Quentin Mease | Quentin Ronald Mease, a social worker, was instrumental in desegregating public spaces in Houston including the YMCA and the Astrodome. He had an important role in creating Harris Health System and served on its board of managers. The system named a community hospital after him. Quentin Mease Hospital, now a rehabilitation facility on North MacGregor Way, is facing another transformation. The building is now being renovated to become an outpatient care center. Mease died in 2009 at 100.

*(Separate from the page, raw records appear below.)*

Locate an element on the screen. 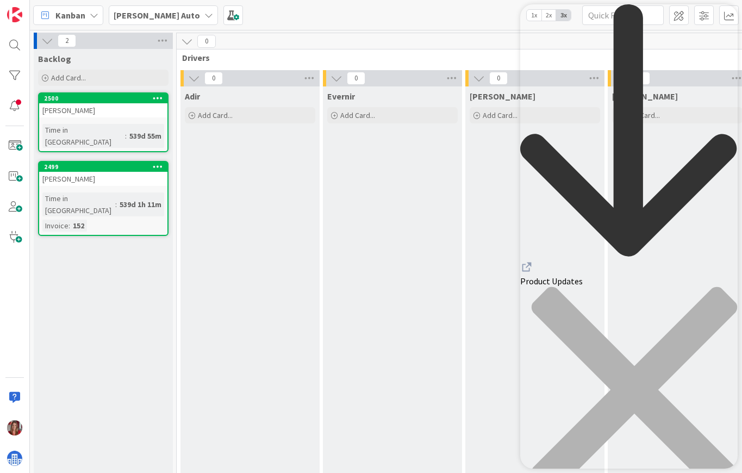  span: Kanban is located at coordinates (70, 15).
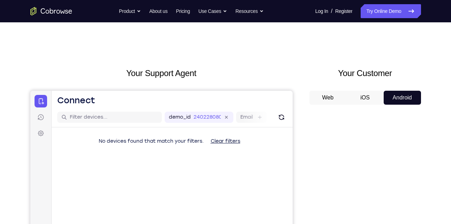 This screenshot has height=224, width=451. What do you see at coordinates (183, 11) in the screenshot?
I see `a: Pricing` at bounding box center [183, 11].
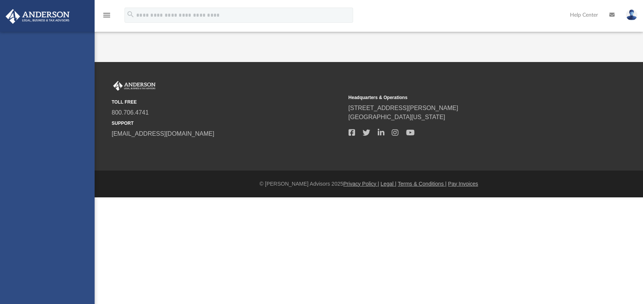  I want to click on small: TOLL FREE, so click(227, 102).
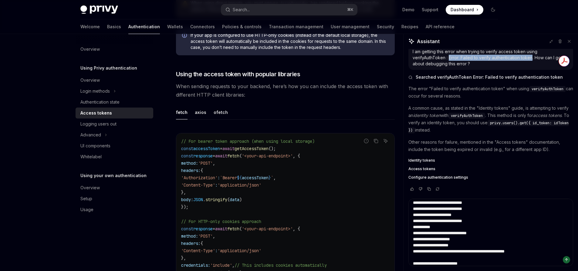  What do you see at coordinates (491, 232) in the screenshot?
I see `textarea: Ask a question...` at bounding box center [491, 232].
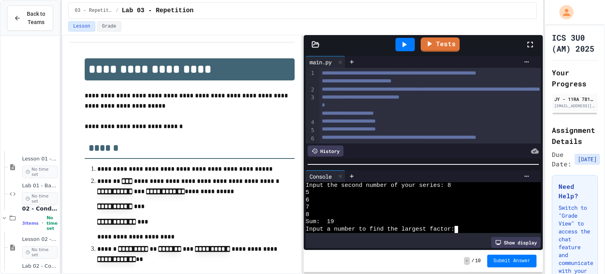 The height and width of the screenshot is (274, 605). Describe the element at coordinates (157, 11) in the screenshot. I see `span: Lab 03 - Repetition` at that location.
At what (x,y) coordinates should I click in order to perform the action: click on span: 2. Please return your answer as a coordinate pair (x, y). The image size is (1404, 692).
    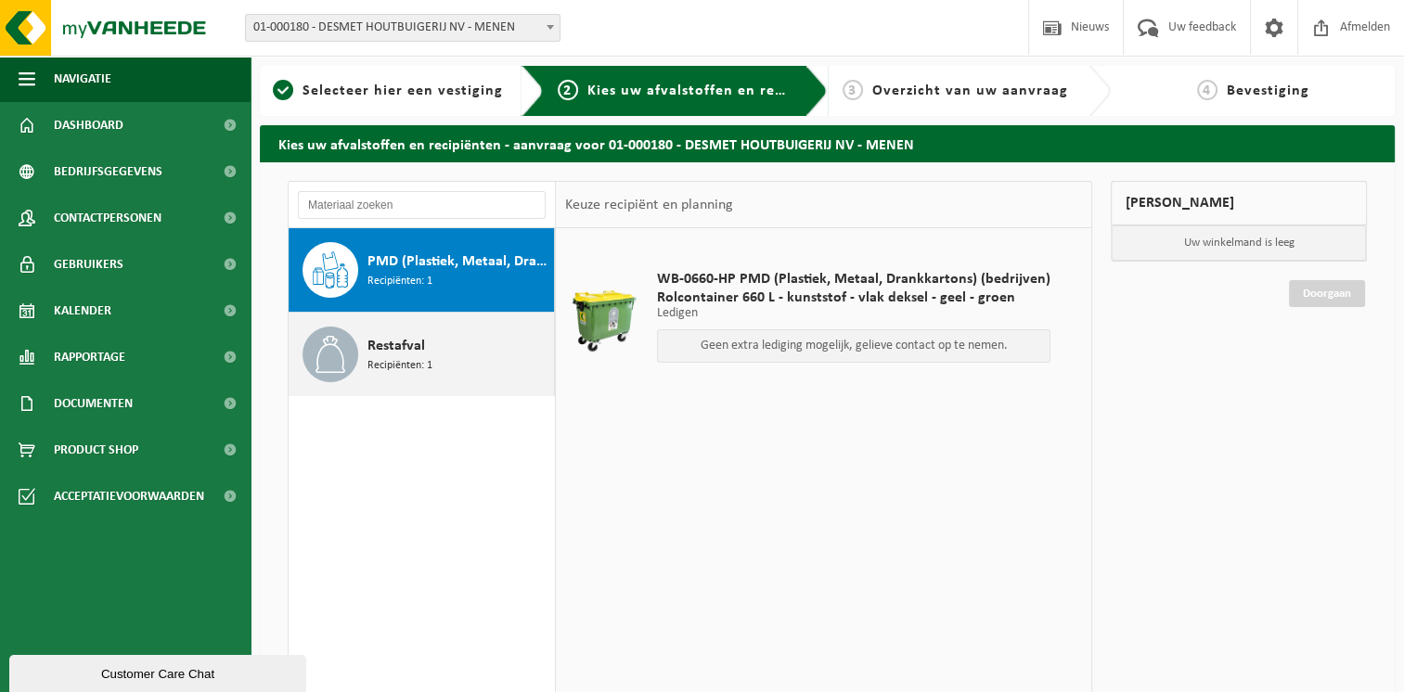
    Looking at the image, I should click on (568, 90).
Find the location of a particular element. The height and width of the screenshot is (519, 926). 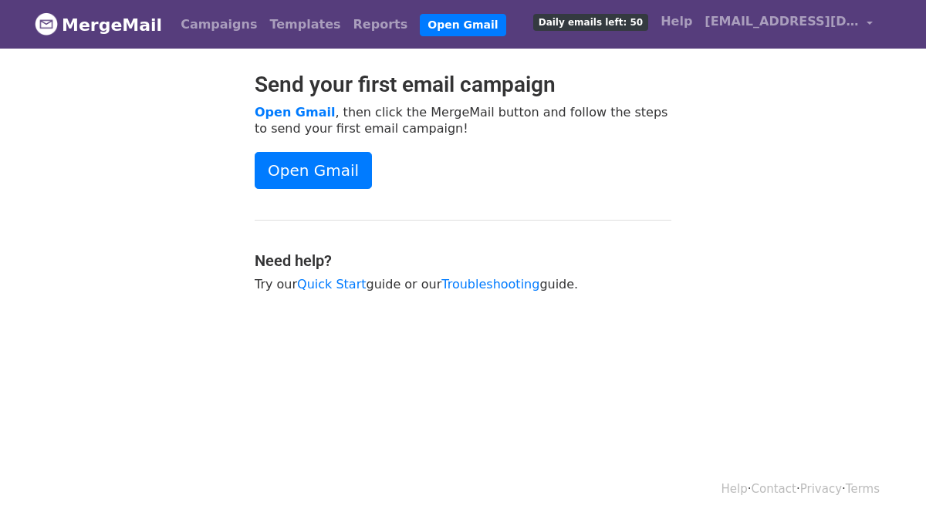

a: Campaigns is located at coordinates (218, 25).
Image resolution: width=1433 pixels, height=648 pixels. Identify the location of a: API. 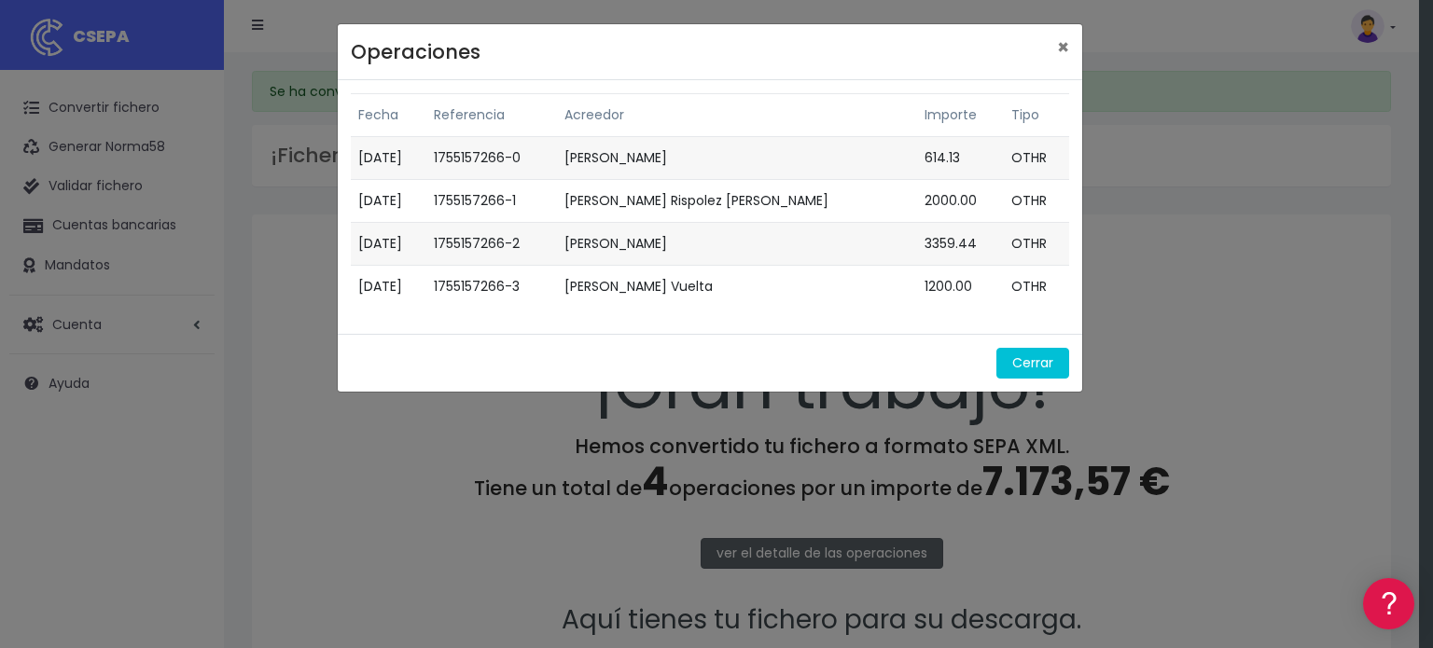
(187, 491).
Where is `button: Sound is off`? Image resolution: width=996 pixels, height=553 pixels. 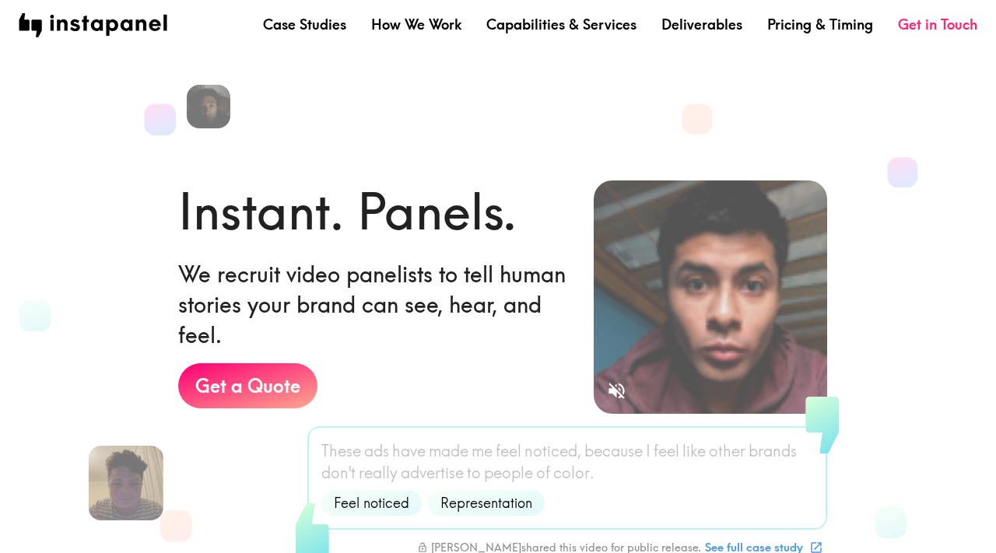
button: Sound is off is located at coordinates (616, 391).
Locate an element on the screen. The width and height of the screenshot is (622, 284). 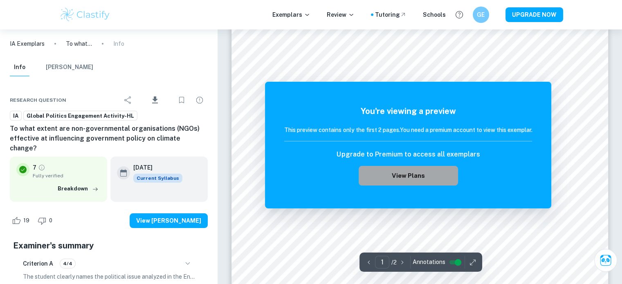
h5: You're viewing a preview is located at coordinates (408, 111).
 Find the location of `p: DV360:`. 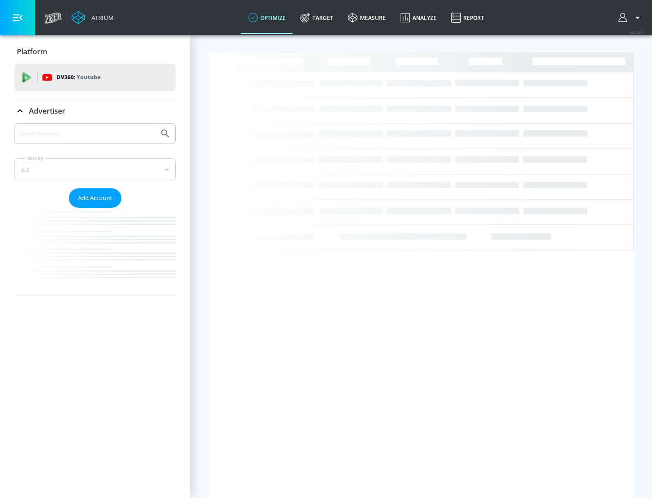

p: DV360: is located at coordinates (78, 77).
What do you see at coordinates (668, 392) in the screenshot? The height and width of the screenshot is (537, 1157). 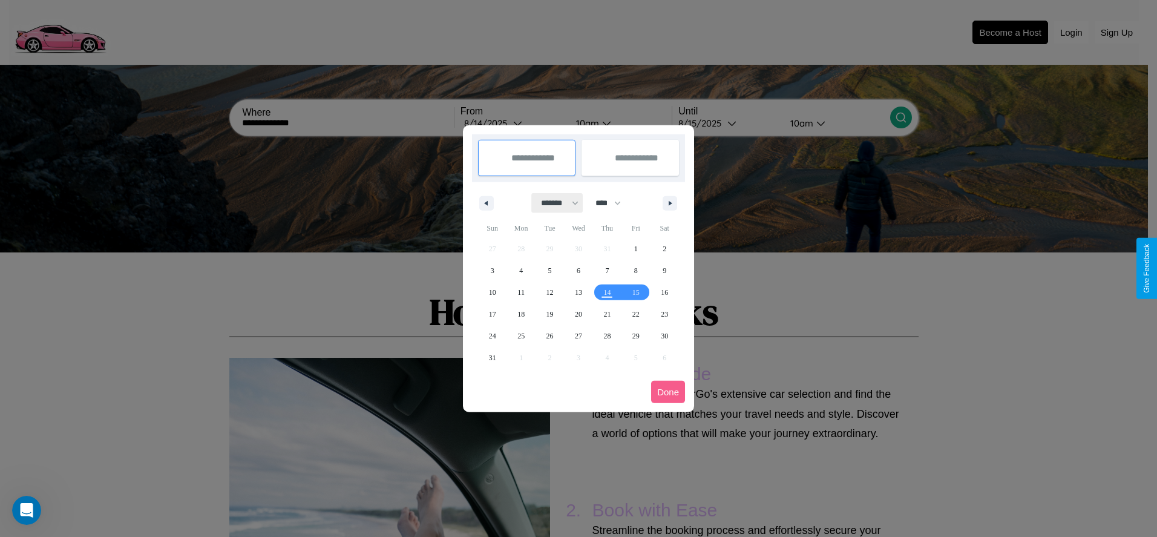 I see `button: Done` at bounding box center [668, 392].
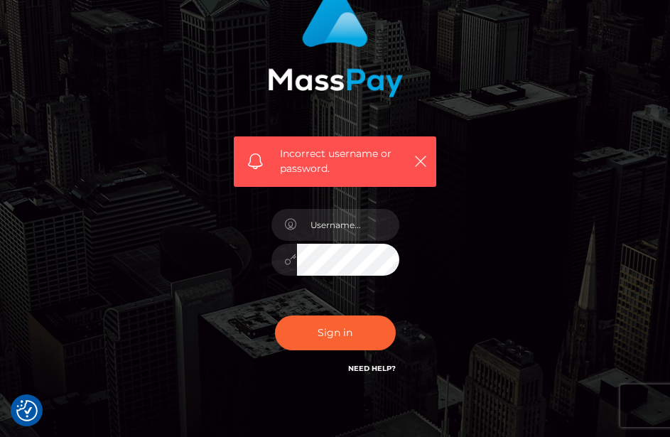 The height and width of the screenshot is (437, 670). Describe the element at coordinates (343, 161) in the screenshot. I see `span: Incorrect username or password.` at that location.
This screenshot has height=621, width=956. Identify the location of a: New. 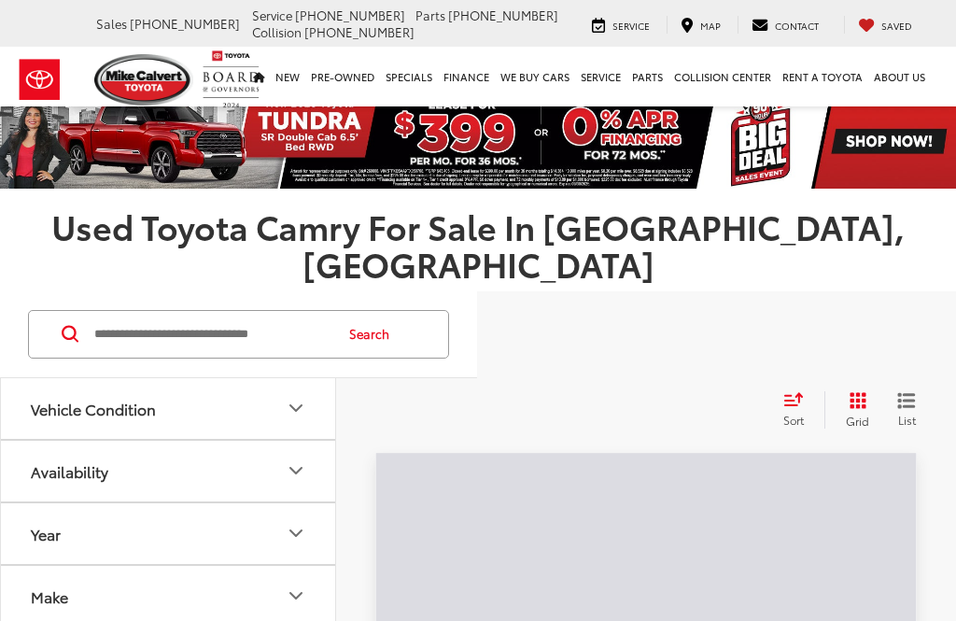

Menninger | Menninger is the last name of a family of Kansas psychiatrists, a father and two sons, who opened their first clinic for inpatient care in 1925, had the nation’s first group psychiatric practice and established a school of psychiatry in 1946 that became the country’s largest at the time—fueled by returning World War II veterans. A partnership with Baylor College of Medicine and Houston Methodist moved The Menninger Clinic from Topeka, Kansas, to Houston in 2003.

Nora’s Home | When Nora Gaber, 7, died in a 1998 automobile accident, her donated organs saved and impacted many lives. Her parents, Houston physicians Osama and Lillian Gaber, worked to support organ donor research through a foundation and to provide organ transplant patients free lodging while in Houston for care. Nora’s Home on El Rio St. expanded to 32 rooms in 2018.

SHAWN W. CLOONAN, chief operating officer and executive vice president of the TMC, joins Nora’s Home founders LILLIAN GABER, M.D., associate medical director of renal pathology at Houston Methodist Hospital, and her husband, OSAMA GABER, M.D., director of Houston Methodist J.C. Walter Jr. Transplant Center and the J.C. Walter Jr. Presidential Distinguished Chair, at a ribbon cutting ceremony for an expansion of Nora’s Home that doubles its capacity.

SHAWN W. CLOONAN, chief operating officer and executive vice president of the TMC, joins Nora’s Home founders LILLIAN GABER, M.D., associate medical director of renal pathology at Houston Methodist Hospital, and her husband, OSAMA GABER, M.D., director of Houston Methodist J.C. Walter Jr. Transplant Center and the J.C. Walter Jr. Presidential Distinguished Chair, at a ribbon cutting ceremony for an expansion of Nora’s Home that doubles its capacity.

Ben Taub | The medical benefactor was instrumental in convincing Baylor College of Medicine officials to move the medical school from Dallas to the Texas Medical Center in 1943 and in establishing its connection with Houston’s hospital system providing health care for the indigent. Taub is a former director of the Texas Medical Center. In 1963, Harris Health System named its new charity hospital in his honor. Taub also helped run DePelchin Children’s Center when it was known as DePelchin Faith Home and was a popular visitor with the children because of his peppermint candies.

Ben Taub and Michael E. DeBakey, M.D.

Zayed | His Highness Sheikh Khalifa Bin Zayed Al Nahyan is the president of the United Arab Emirates. His name graces MD Anderson’s Zayed Institute for Personalized Cancer Therapy after a 2011 gift of $150 million, the largest donation to the cancer research hospital at the time.